Trump and Kissinger: two contrasting styles of shuttle diplomacy

The talks lasted for hours. Yet on key issues – above all, territory – there had not been so much as a baby step toward compromise. It was a deeply disheartening message to have to carry back to the White House.

Those words could equally well describe two attempts at U.S. shuttle diplomacy, 50 years apart.

Most recently, earlier this week in the Kremlin, Donald Trump’s Ukraine peace envoys, Steve Witkoff and Jared Kushner, sat down with Russian President Vladimir Putin. Those talks made no breakthrough. On Thursday, the pair met Ukrainian negotiators in Florida.

Why We Wrote This

Donald Trump’s bursts of shuttle diplomacy to resolve international conflicts recall an earlier practitioner of the art – Henry Kissinger. But he treated negotiations as a marathon; Mr. Trump tries to sprint to success. That has significant consequences.

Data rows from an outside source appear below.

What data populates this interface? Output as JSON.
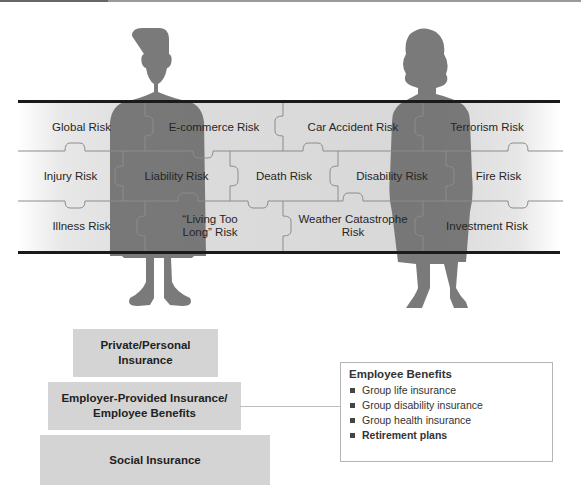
{
  "diagram": {
    "risk_grid": {
      "rows": [
        [
          {
            "label": "Global Risk"
          },
          {
            "label": "E-commerce Risk"
          },
          {
            "label": "Car Accident Risk"
          },
          {
            "label": "Terrorism Risk"
          }
        ],
        [
          {
            "label": "Injury Risk"
          },
          {
            "label": "Liability Risk"
          },
          {
            "label": "Death Risk"
          },
          {
            "label": "Disability Risk"
          },
          {
            "label": "Fire Risk"
          }
        ],
        [
          {
            "label": "Illness Risk"
          },
          {
            "label": "“Living Too Long” Risk"
          },
          {
            "label": "Weather Catastrophe Risk"
          },
          {
            "label": "Investment Risk"
          }
        ]
      ]
    },
    "figures": [
      {
        "type": "male-silhouette"
      },
      {
        "type": "female-silhouette"
      }
    ],
    "pyramid": [
      {
        "line1": "Private/Personal",
        "line2": "Insurance"
      },
      {
        "line1": "Employer-Provided Insurance/",
        "line2": "Employee Benefits"
      },
      {
        "line1": "Social Insurance",
        "line2": ""
      }
    ],
    "employee_benefits": {
      "title": "Employee Benefits",
      "items": [
        {
          "label": "Group life insurance",
          "bold": false
        },
        {
          "label": "Group disability insurance",
          "bold": false
        },
        {
          "label": "Group health insurance",
          "bold": false
        },
        {
          "label": "Retirement plans",
          "bold": true
        }
      ]
    },
    "colors": {
      "silhouette": "#6f6f6f",
      "band": "#dadada",
      "band_border": "#1a1a1a",
      "pyramid_box": "#d4d4d4"
    }
  }
}
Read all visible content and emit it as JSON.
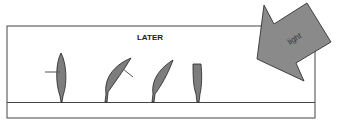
{
  "title": "LATER",
  "arrow": {
    "label": "light",
    "fill": "#8a8a8a"
  },
  "seedlings": [
    {
      "id": 1,
      "pose": "upright",
      "marker": "horizontal-left"
    },
    {
      "id": 2,
      "pose": "bent-toward-light",
      "marker": "diagonal"
    },
    {
      "id": 3,
      "pose": "bent-toward-light",
      "marker": "none"
    },
    {
      "id": 4,
      "pose": "upright-tip-removed",
      "marker": "none"
    }
  ],
  "colors": {
    "plant": "#7d7d7d",
    "outline": "#222222",
    "box": "#444444"
  }
}
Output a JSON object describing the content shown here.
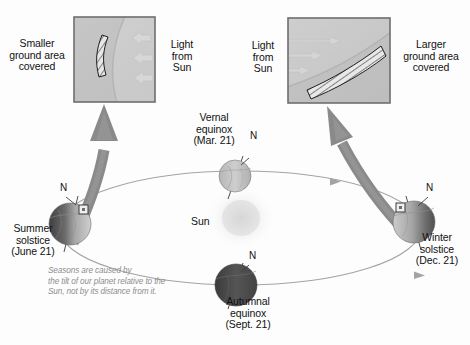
{
  "figure": {
    "background_color": "#fdfdfd",
    "sun_label": "Sun",
    "caption": "Seasons are caused by\nthe tilt of our planet relative to the\nSun, not by its distance from it.",
    "caption_color": "#8d8d8d"
  },
  "insets": {
    "left": {
      "panel_name": "smaller-ground-area-panel",
      "left_label": "Smaller\nground area\ncovered",
      "right_label": "Light\nfrom\nSun",
      "beam_count": 3,
      "beam_direction": "left",
      "band_width": "narrow",
      "border_color": "#6e6e6e",
      "fill_color": "#c9c9c9"
    },
    "right": {
      "panel_name": "larger-ground-area-panel",
      "left_label": "Light\nfrom\nSun",
      "right_label": "Larger\nground area\ncovered",
      "beam_count": 3,
      "beam_direction": "right",
      "band_width": "wide",
      "border_color": "#6e6e6e",
      "fill_color": "#c9c9c9"
    }
  },
  "orbit": {
    "stroke_color": "#9a9a9a",
    "direction_markers": 3
  },
  "positions": [
    {
      "id": "summer-solstice",
      "label": "Summer\nsolstice\n(June 21)",
      "pole_label": "N",
      "lit_side": "right",
      "marker": "square",
      "x": 70,
      "y": 224
    },
    {
      "id": "vernal-equinox",
      "label": "Vernal\nequinox\n(Mar. 21)",
      "pole_label": "N",
      "lit_side": "full",
      "marker": "none",
      "x": 235,
      "y": 176
    },
    {
      "id": "winter-solstice",
      "label": "Winter\nsolstice\n(Dec. 21)",
      "pole_label": "N",
      "lit_side": "left",
      "marker": "square",
      "x": 414,
      "y": 222
    },
    {
      "id": "autumnal-equinox",
      "label": "Autumnal\nequinox\n(Sept. 21)",
      "pole_label": "N",
      "lit_side": "none",
      "marker": "none",
      "x": 236,
      "y": 285
    }
  ],
  "callout_arrows": [
    {
      "id": "summer-callout-arrow",
      "from": "summer-solstice",
      "to": "left-panel"
    },
    {
      "id": "winter-callout-arrow",
      "from": "winter-solstice",
      "to": "right-panel"
    }
  ],
  "colors": {
    "globe_dark": "#4a4a4a",
    "globe_light": "#c2c2c2",
    "arrow_gray": "#7d7d7d",
    "sun_glow": "#d8d8d8"
  }
}
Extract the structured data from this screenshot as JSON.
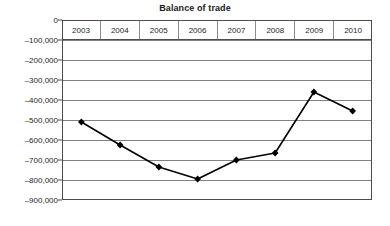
{
  "chart_data": {
    "type": "line",
    "title": "Balance of trade",
    "xlabel": "",
    "ylabel": "",
    "categories": [
      "2003",
      "2004",
      "2005",
      "2006",
      "2007",
      "2008",
      "2009",
      "2010"
    ],
    "values": [
      -510000,
      -625000,
      -735000,
      -795000,
      -700000,
      -665000,
      -360000,
      -455000
    ],
    "series": [
      {
        "name": "Balance of trade",
        "values": [
          -510000,
          -625000,
          -735000,
          -795000,
          -700000,
          -665000,
          -360000,
          -455000
        ]
      }
    ],
    "ylim": [
      -900000,
      0
    ],
    "y_ticks": [
      0,
      -100000,
      -200000,
      -300000,
      -400000,
      -500000,
      -600000,
      -700000,
      -800000,
      -900000
    ],
    "y_tick_labels": [
      "0",
      "–100,000",
      "–200,000",
      "–300,000",
      "–400,000",
      "–500,000",
      "–600,000",
      "–700,000",
      "–800,000",
      "–900,000"
    ],
    "grid": true,
    "legend": false,
    "legend_position": "none",
    "marker": "diamond",
    "line_color": "#000000",
    "marker_color": "#000000",
    "grid_color": "#808080",
    "plot_border_color": "#4d4d4d",
    "background_color": "#ffffff"
  }
}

An almost identical deadlock confronted America’s original shuttle diplomat, Secretary of State Henry Kissinger, in March 1975. He showed open irritation on his flight back to Washington after talks in Cairo and Jerusalem failed to achieve a troop disengagement in the Sinai.

But the differences between the shuttle missions then and now far outweigh the similarities.

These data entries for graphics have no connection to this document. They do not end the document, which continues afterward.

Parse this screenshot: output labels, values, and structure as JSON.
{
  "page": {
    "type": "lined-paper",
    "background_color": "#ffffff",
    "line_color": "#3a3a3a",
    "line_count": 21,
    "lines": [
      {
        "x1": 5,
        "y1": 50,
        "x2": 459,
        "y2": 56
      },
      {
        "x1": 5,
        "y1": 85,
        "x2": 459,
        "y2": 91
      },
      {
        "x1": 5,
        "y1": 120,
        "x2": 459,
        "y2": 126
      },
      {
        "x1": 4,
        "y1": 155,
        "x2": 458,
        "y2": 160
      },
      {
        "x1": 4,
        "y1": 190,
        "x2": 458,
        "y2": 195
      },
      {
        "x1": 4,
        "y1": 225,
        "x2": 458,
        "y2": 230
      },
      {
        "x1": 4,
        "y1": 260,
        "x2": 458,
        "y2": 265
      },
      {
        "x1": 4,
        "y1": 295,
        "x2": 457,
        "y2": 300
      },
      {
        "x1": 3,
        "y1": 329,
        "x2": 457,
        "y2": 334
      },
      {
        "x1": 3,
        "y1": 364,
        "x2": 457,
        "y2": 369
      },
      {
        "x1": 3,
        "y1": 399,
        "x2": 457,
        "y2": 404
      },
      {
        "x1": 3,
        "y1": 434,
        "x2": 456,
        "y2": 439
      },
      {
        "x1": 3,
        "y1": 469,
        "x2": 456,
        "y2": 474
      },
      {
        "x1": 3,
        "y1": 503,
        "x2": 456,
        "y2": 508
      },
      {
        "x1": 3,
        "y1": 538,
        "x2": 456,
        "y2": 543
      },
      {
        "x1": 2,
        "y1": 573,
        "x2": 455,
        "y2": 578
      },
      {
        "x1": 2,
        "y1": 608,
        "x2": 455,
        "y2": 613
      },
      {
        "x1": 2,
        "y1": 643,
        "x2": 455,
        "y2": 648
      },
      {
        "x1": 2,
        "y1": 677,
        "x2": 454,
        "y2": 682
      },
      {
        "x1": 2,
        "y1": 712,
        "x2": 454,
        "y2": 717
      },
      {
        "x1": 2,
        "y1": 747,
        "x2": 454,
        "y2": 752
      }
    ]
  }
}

U.S. Secretary of State Henry Kissinger and Egypt’s President Anwar Sadat during their meeting in Cairo in November 1973 to find a peace formula for the Middle East war.

The latest stage in Mr. Trump’s effort to end the Ukraine war – and his interventions in other conflicts – has revealed a new, distinctly Trumpian approach to American diplomacy.

He has secured undeniable achievements: chiefly a cease-fire and hostage release in Gaza, and also a de-escalation of border conflicts between Armenia and Azerbaijan, the Democratic Republic of Congo and Rwanda, and Thailand and Cambodia.